The next morning I had to take the early 7am train back at Seville. As I sat at a window seat and watched the sunflower fields roll by outside against a bright sun low in the sky, I found myself having the same feelings again. A strange peace. A calm. It was a beautiful morning and there wasn´t a cloud in the sky. The carriage was quiet; most of the other passengers were sleeping or dozing. But I was happy to sit there and watch the world go by outside, feeling as if I really belonged.
I don’t know. Maybe it was because I was listening to “So What” by Miles Davis on my MP3 player at the time that made me feel that way.
As the train pulled into the station at a small town not far from Seville, I looked through the railings into the adjoining park and saw a man sitting on a mower winding his way serenely around the trees and up and down in perfectly symmetrical lines. He was an old man, with wrinkled, sun-tanned skin and grey, receding hair, covered by a crooked, battered red and blue baseball cap. He was wearing earphones and I imagined him listening to The Blue Danube by Strauss as he wound his way, almost as if he was in a waltz, around the park apparently with not a care in the world.
I don’t know. Maybe it was because I was listening to The Blue Danube by Strauss on my earphones at the time that made me feel that way.
It had all started the week before when me and the wife had gone to a spa in Seville for a dip in their hydro pools and a back massage.
As we sat there in the pool, embraced by dozens of little bubbles blasting out from jets under the water, for the first time in ages I actually felt quite relaxed. I realised too that, for the first time in a long time, my brain wasn’t whizzing along at a million miles an hour thinking of all the things I had to do.
I always did that when I lived in London. I always had a million different thoughts at the same time. That’s what living in London does to you. Everything moves so fast that you have to move with it or you get trampled in the crush.
So when I first moved to Spain, I was still going at full speed, when everything else around me was going at a far more sedate pace.
But as I sat there in the spa, the bubbles rushing through my swimming trunks like a thousand tiny farts, I took a deep breath and let it wash over me.

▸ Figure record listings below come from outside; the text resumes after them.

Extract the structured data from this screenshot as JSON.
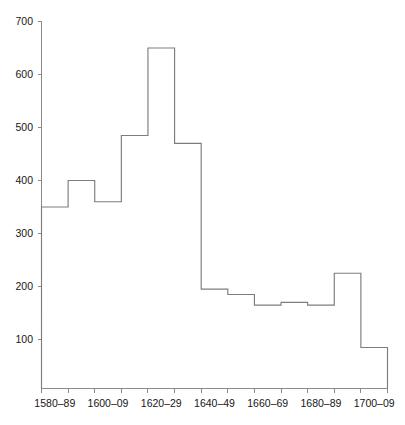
{
  "chart_data": {
    "type": "bar",
    "title": "",
    "subtitle": "",
    "xlabel": "",
    "ylabel": "",
    "categories": [
      "1580–89",
      "1590–99",
      "1600–09",
      "1610–19",
      "1620–29",
      "1630–39",
      "1640–49",
      "1650–59",
      "1660–69",
      "1670–79",
      "1680–89",
      "1690–99",
      "1700–09"
    ],
    "values": [
      350,
      400,
      360,
      485,
      650,
      470,
      195,
      185,
      165,
      170,
      165,
      225,
      85
    ],
    "bin_edges": [
      1580,
      1590,
      1600,
      1610,
      1620,
      1630,
      1640,
      1650,
      1660,
      1670,
      1680,
      1690,
      1700,
      1710
    ],
    "xlim": [
      1580,
      1710
    ],
    "ylim": [
      0,
      700
    ],
    "y_ticks": [
      100,
      200,
      300,
      400,
      500,
      600,
      700
    ],
    "y_tick_labels": [
      "100",
      "200",
      "300",
      "400",
      "500",
      "600",
      "700"
    ],
    "x_tick_labels": [
      "1580–89",
      "1600–09",
      "1620–29",
      "1640–49",
      "1660–69",
      "1680–89",
      "1700–09"
    ],
    "x_tick_label_positions": [
      1585,
      1605,
      1625,
      1645,
      1665,
      1685,
      1705
    ],
    "grid": false,
    "legend": false,
    "legend_position": "none",
    "style": "step-outline histogram, no fill",
    "colors": {
      "line": "#7d7d7d",
      "axis": "#8a8a8a",
      "text": "#161616",
      "background": "#ffffff"
    }
  }
}
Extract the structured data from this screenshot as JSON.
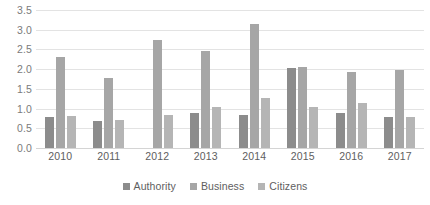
{
  "chart_data": {
    "type": "bar",
    "title": "",
    "xlabel": "",
    "ylabel": "",
    "ylim": [
      0,
      3.5
    ],
    "yticks": [
      "0.0",
      "0.5",
      "1.0",
      "1.5",
      "2.0",
      "2.5",
      "3.0",
      "3.5"
    ],
    "grid": true,
    "legend_position": "bottom",
    "categories": [
      "2010",
      "2011",
      "2012",
      "2013",
      "2014",
      "2015",
      "2016",
      "2017"
    ],
    "series": [
      {
        "name": "Authority",
        "color": "#8c8c8c",
        "values": [
          0.78,
          0.68,
          0,
          0.9,
          0.85,
          2.03,
          0.9,
          0.78
        ]
      },
      {
        "name": "Business",
        "color": "#a6a6a6",
        "values": [
          2.3,
          1.78,
          2.75,
          2.47,
          3.15,
          2.05,
          1.92,
          1.98
        ]
      },
      {
        "name": "Citizens",
        "color": "#b5b5b5",
        "values": [
          0.8,
          0.72,
          0.85,
          1.05,
          1.28,
          1.05,
          1.15,
          0.78
        ]
      }
    ]
  },
  "colors": {
    "gridline": "#e3e3e3",
    "baseline": "#d4d4d4",
    "axis_text": "#5e5e5e",
    "y_axis_text": "#7b7b7b",
    "background": "#ffffff"
  }
}
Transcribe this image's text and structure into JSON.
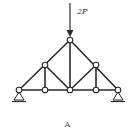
{
  "figure": {
    "load_label": "2P",
    "caption": "A"
  },
  "truss": {
    "nodes": [
      {
        "id": "left-support",
        "x": 19,
        "y": 90
      },
      {
        "id": "bottom-left",
        "x": 45,
        "y": 90
      },
      {
        "id": "bottom-center",
        "x": 70,
        "y": 90
      },
      {
        "id": "bottom-right",
        "x": 96,
        "y": 90
      },
      {
        "id": "right-support",
        "x": 118,
        "y": 90
      },
      {
        "id": "upper-left",
        "x": 45,
        "y": 65
      },
      {
        "id": "apex",
        "x": 70,
        "y": 40
      },
      {
        "id": "upper-right",
        "x": 96,
        "y": 65
      }
    ],
    "supports": [
      "left-pin",
      "right-pin"
    ],
    "load": {
      "at": "apex",
      "direction": "down",
      "magnitude": "2P"
    },
    "colors": {
      "line": "#2a2a2a",
      "background": "#ffffff"
    }
  }
}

Metaphorically and physically.
I don’t know. Maybe it’s because things don’t move as fast here as they do where I used to live. And maybe I’m finally beginning to realise that it’s ok to drop down a gear or two.

1 comment:

  1. Hello James! I think you're right. The south of Spain is magical because we don't mind where people belong to. However, if you go to Madrid, you will feel as a foreigner! Even though I was born in Seville, when I have travelled to Madrid, I always feel something special when I arrive at station. I think the south of Spain is a special place. We are like a big family and we love everybody! It's amazing how a person from England can love Andalucia like his home. I think you have become andaluz!